Look, I have all the respect in the world for the private freebooters who run the tech world. I’ve worked with some of them in DC. In fact, you’re probably reading this on a social media platform made possible by their risk and innovation. Bully for them. Their success story is very American.
But there comes a time, like the banks and the firms in 2008 that should have been left to fail, that companies become too big and thus begin a process of overreach and sclerosis. Some, like Facebook, start to amass too much power in very few hands. Yes, government should think long and hard before interfering in the free market in any way. However, given the blithe arrogance of Cook of Apple, Dorsey of Twitter, and Zuckerberg of Facebook when faced with legitimate issues of bias and concentration of power, they have brought the anti-trust nemesis upon themselves.
Break them up.
I know, I know. They are private concerns and so I should just butt out unless I have a stake in the firm. It is a slippery slope, I’m told. Well, we’ve been down that slope since Theodore Roosevelt and the results have not been all tragic. Agreed, hardly a ringing endorsement. However, the breakup of the Bell system —yes many of us remember when there was only one phone company you paid one bill to and that supplied your phones— set the stage for the amazing amount of communications options we have today. Would Ma Bell have brought the same tech advances? Unlikely, as competition makes everyone better.
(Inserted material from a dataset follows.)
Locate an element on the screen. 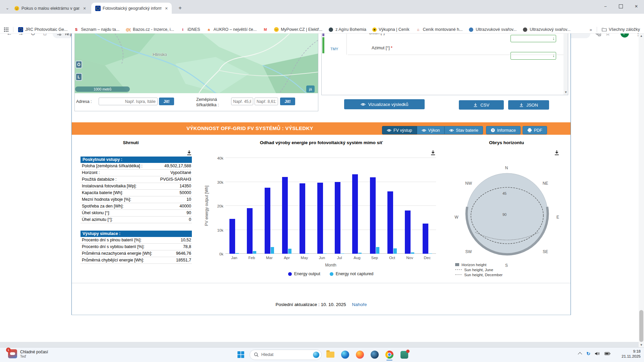 The height and width of the screenshot is (362, 644). bookmark-item: @(Bazos.cz - Inzerce, i... is located at coordinates (150, 29).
Interestingly enough, yesterday Apple took a hit in front of the SCOTUS and Brett Kavanaugh voted against them.
That won’t go over well at West Coast hipster boardrooms, for when it comes to genuinely dealing with credible threats to their monopolies the tech boys have been as subtle as Carthaginian pediatric practices.
Given his investment in China, Tim Cook should know the Maoist phrase, “Let a hundred flowers blossom.” By that line in 1957, the canny murderous Chicom honcho was falsely asking for criticism so he could then chop off the heads of the critics.
CEO decapitations may be a remedy a squinch too strong for the tech giants. But a breakup of their bloated empires will undoubtedly do consumers (andin the long run perhaps the leviathans as well) a world of good.